Updated on May 15, 2019

It is an ambitious task to attempt a history of the entire world, and perhaps even more so when it covers a time period of 15 years. But if there happens to be a book which might attempt to fill such a divide, the impressively hefty and thick The Birth of the Modern: World Society 1815-1830 might be the one to do it, with exactly a thousand pages. But of course, even more than just laying out the history of the period there is the attempt to make the author's point - that 1815-1830 was the birth of the modern bourgeois, technological, democratic, mass society world order, which constitutes the modern era, rather than say, 1776, the industrial revolution revolution's coming of age in the 1780s, or 1789. His story is one which principally focuses on what he views as the progenitor of the modern age, Britain, recounting its story with the airy confidence that anything from Britain would later spread out elsewhere.

Content

The first chapter, devoted to the special relationship, is in effect a history the intricate affair of the War of 1812, and its corollary, American expansionism. For the author, this represents the birth, the foundation, of the elements which would lead to the "special relationship", between the US and the UK, tying together the two greatest English speaking nations in a special friendship, based upon a treaty that was far sighted in changing nothing, and thus leaving a peace without victors nor vanquished. So too, the first stirrings of a cultural and political admiration and entente between the two sides began to take shape.

In the second chapter, devoted to the congress of Europe, perhaps the reason for why the author is so determined upon the belief that the modern world was born in 1815 rather than early, be it 1776, or the 1780s, or 1789, is placed: a great loathing for Napoleon, and a depiction of a magnanimous and ultimately far sighted peace conference that managed to set together a stage for a lasting European peace, a depiction mixed with intricate depictions of the characters involved and the final contortions of the Napoleonic era in the years leading to 1815 and the crimes of the French emperor himself.

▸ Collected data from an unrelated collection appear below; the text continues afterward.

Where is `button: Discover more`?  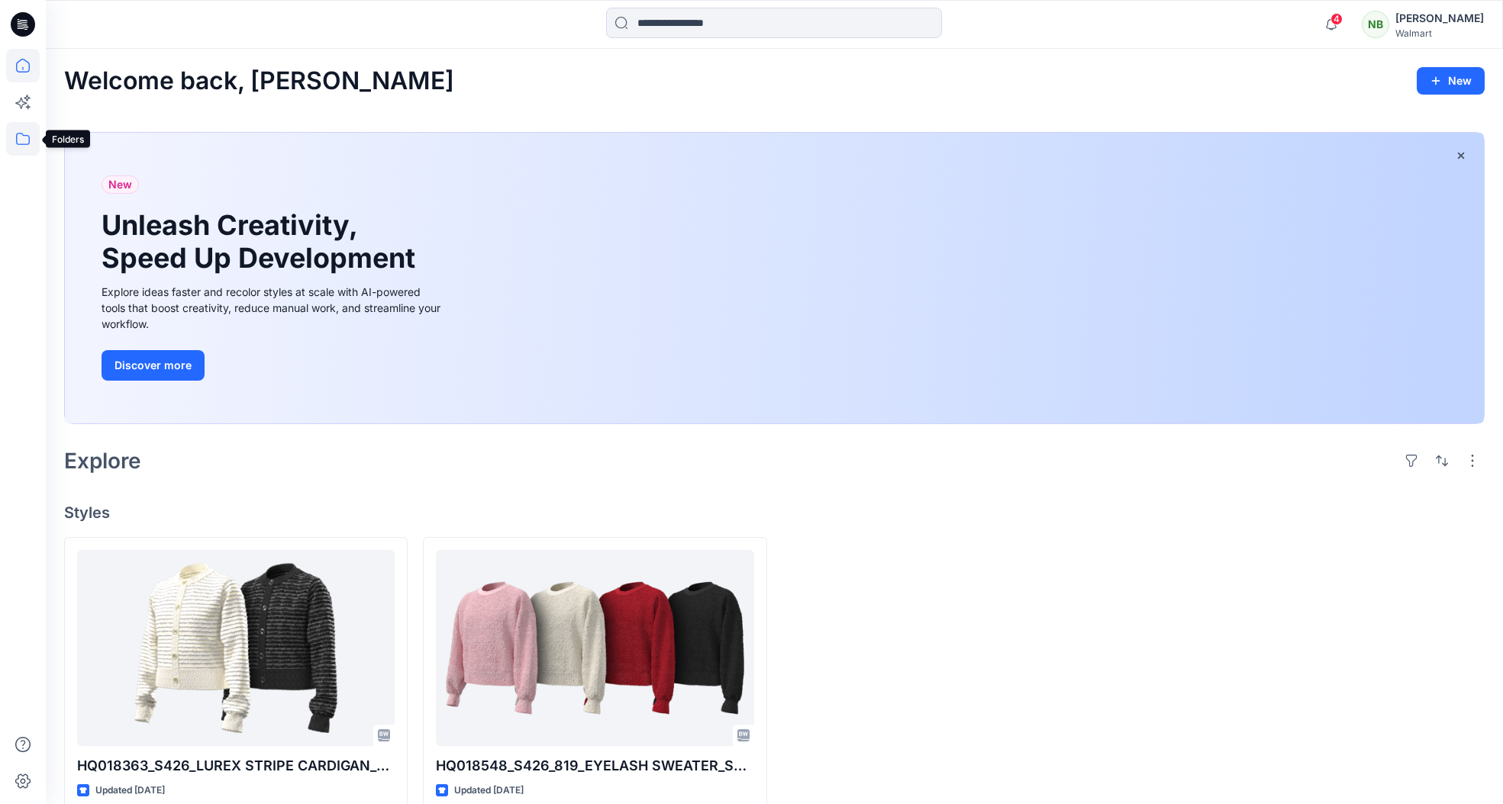 button: Discover more is located at coordinates (153, 366).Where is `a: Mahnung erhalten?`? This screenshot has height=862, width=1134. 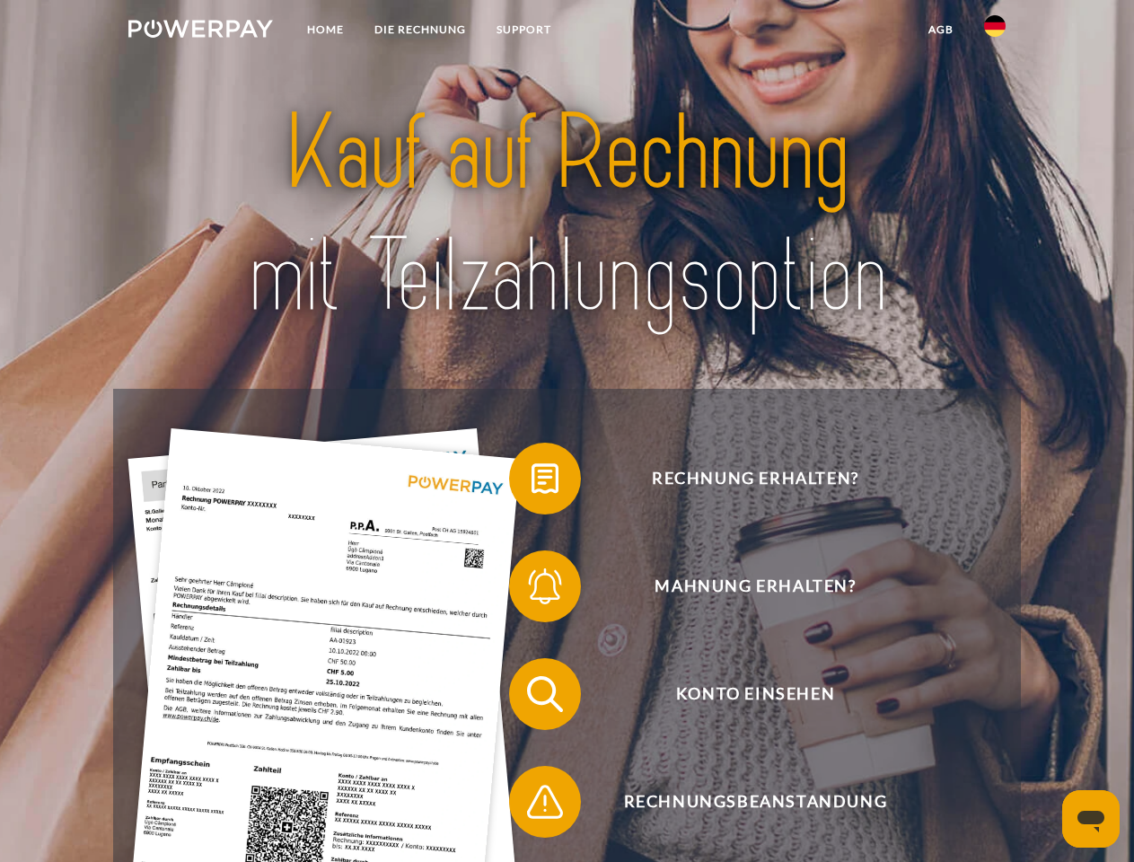
a: Mahnung erhalten? is located at coordinates (742, 586).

But most of the chapter is devoted to the cultural developments in Europe, above all else in France, Britain, Germany, and Italy, during this period - the changing role of the artist, music, the opera, painting, the influence of Romanticism and some of its literature, and the sparkling away of new arts and presentations that emerged to cater to a large, middle class public.

The End of the Wilderness constitutes a third chapter, dedicated to the immense transformations of transportation technology and the movements of people, partially as a result. Even if the steam engine was just beginning to enter its heyday, the British road and communication system improved dramatically. The postage system in Britain and abroad also became more and more effective. Meanwhile, with the huge population boom in Europe and at the same time the improving nature of transportation technology, led to a huge outflux of European settlers around the world. The dynamics of this settlement and the annihilation of the natives, be it in the expanding Russian Empire, America and Australia (which take up the lion share of the chapter), or Argentina and South Africa, represent a key part of the chapter. This destruction of the wilderness around the world was mourned by some, and perhaps in part created the reason for the boom for gardening.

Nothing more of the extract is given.